Magazines like egg, Popteen, and Ranzuki documented the movement and multiplied it. By the mid-2000s, gyaru had fragmented into dozens of gyaru substyles, each with its own rules, icons, and enemies. Understanding the different types of gyaru is understanding a decade of Japanese youth culture compressed into eyeliner and hair extensions.
1. Kogal: The Original Gyaru Schoolgirl
Before gyaru became gyaru, there was kogal (コギャル) — the schoolgirl prototype that started it all in the early 1990s. Kogals kept their school uniforms but rebelled inside them: shortened skirts to dangerous lengths, loose socks (loose socks became a national obsession), dyed or lightened hair, and heavy makeup applied between class periods.

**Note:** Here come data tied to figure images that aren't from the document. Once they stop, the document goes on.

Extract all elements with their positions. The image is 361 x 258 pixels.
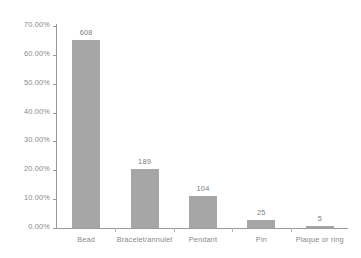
bar-value-label: 104 xyxy=(197,184,210,193)
x-axis-category-label: Pendant xyxy=(174,235,232,244)
x-axis-tick-mark xyxy=(174,228,175,232)
y-axis-tick-mark xyxy=(53,228,57,229)
bar xyxy=(72,40,100,228)
x-axis-category-label: Bead xyxy=(57,235,115,244)
bar xyxy=(131,169,159,228)
bar-group: 189 xyxy=(115,26,173,228)
x-axis-line xyxy=(57,228,348,229)
x-axis-tick-mark xyxy=(232,228,233,232)
plot-area: 608189104255 xyxy=(57,26,349,228)
bar xyxy=(306,226,334,228)
x-axis-category-label: Plaque or ring xyxy=(291,235,349,244)
bar-value-label: 608 xyxy=(80,28,93,37)
x-axis-tick-mark xyxy=(115,228,116,232)
bar xyxy=(189,196,217,228)
y-axis-tick-label: 50.00% xyxy=(24,78,50,87)
x-axis-category-label: Pin xyxy=(232,235,290,244)
y-axis-tick-label: 40.00% xyxy=(24,107,50,116)
x-axis-tick-mark xyxy=(291,228,292,232)
y-axis-tick-label: 60.00% xyxy=(24,49,50,58)
bar-value-label: 5 xyxy=(318,214,322,223)
y-axis-tick-label: 30.00% xyxy=(24,135,50,144)
x-axis-category-label: Bracelet/annulet xyxy=(115,235,173,244)
y-axis-tick-label: 70.00% xyxy=(24,20,50,29)
y-axis-tick-label: 20.00% xyxy=(24,164,50,173)
bar-group: 104 xyxy=(174,26,232,228)
y-axis-tick-label: 10.00% xyxy=(24,193,50,202)
bar-value-label: 25 xyxy=(257,208,266,217)
bar-group: 25 xyxy=(232,26,290,228)
y-axis-tick-label: 0.00% xyxy=(28,222,50,231)
bar-value-label: 189 xyxy=(138,157,151,166)
bar-chart: 70.00%60.00%50.00%40.00%30.00%20.00%10.0… xyxy=(0,0,361,258)
bar-group: 5 xyxy=(291,26,349,228)
bar-group: 608 xyxy=(57,26,115,228)
bar xyxy=(247,220,275,228)
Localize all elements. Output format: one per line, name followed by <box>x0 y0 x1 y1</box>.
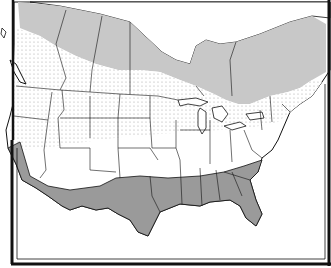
small-island <box>1 28 6 38</box>
zone-map <box>0 0 331 268</box>
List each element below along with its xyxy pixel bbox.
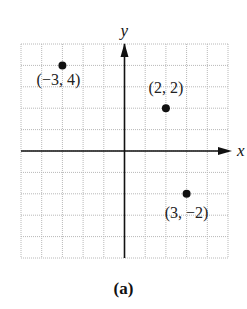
axes: x y [21, 21, 245, 258]
x-axis-arrow-icon [218, 147, 232, 155]
coordinate-plane-figure: x y (−3, 4)(2, 2)(3, −2) [0, 0, 247, 309]
y-axis-label: y [119, 21, 129, 40]
data-point-label: (2, 2) [149, 79, 184, 97]
data-point-marker [58, 61, 66, 69]
data-point-marker [183, 190, 191, 198]
data-point-label: (3, −2) [165, 204, 209, 222]
data-point-marker [162, 104, 170, 112]
x-axis-label: x [236, 141, 245, 160]
figure-caption: (a) [0, 279, 247, 299]
data-point-label: (−3, 4) [37, 71, 81, 89]
y-axis-arrow-icon [121, 43, 129, 57]
data-points: (−3, 4)(2, 2)(3, −2) [37, 61, 209, 221]
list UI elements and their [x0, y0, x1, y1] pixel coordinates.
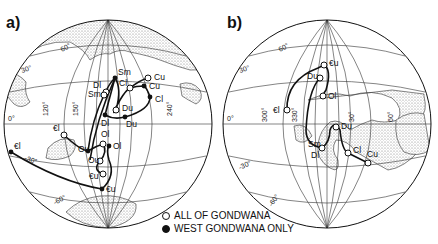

Kogals hung out in Shibuya after school, invented their own slang, carried pagers and then early mobile phones, and scandalized Japanese parents. They were the first Japanese teenagers to treat school uniform as raw material rather than regulation. Every later gyaru substyle descends from the kogal blueprint.
2. Ganguro: The Tanned Face of Gyaru Rebellion
If kogal was rebellion in uniform, ganguro (ガングロ) was rebellion stripped of all restraint. The name literally means "black face" — a reference to the deeply tanned skin that defined the style. Ganguro girls used tanning beds, self-tanner, and sometimes bronzer applied by the handful. They wore white concealer around the eyes and lips to create stark contrast, bleached their hair platinum or orange, and accessorized with neon everything.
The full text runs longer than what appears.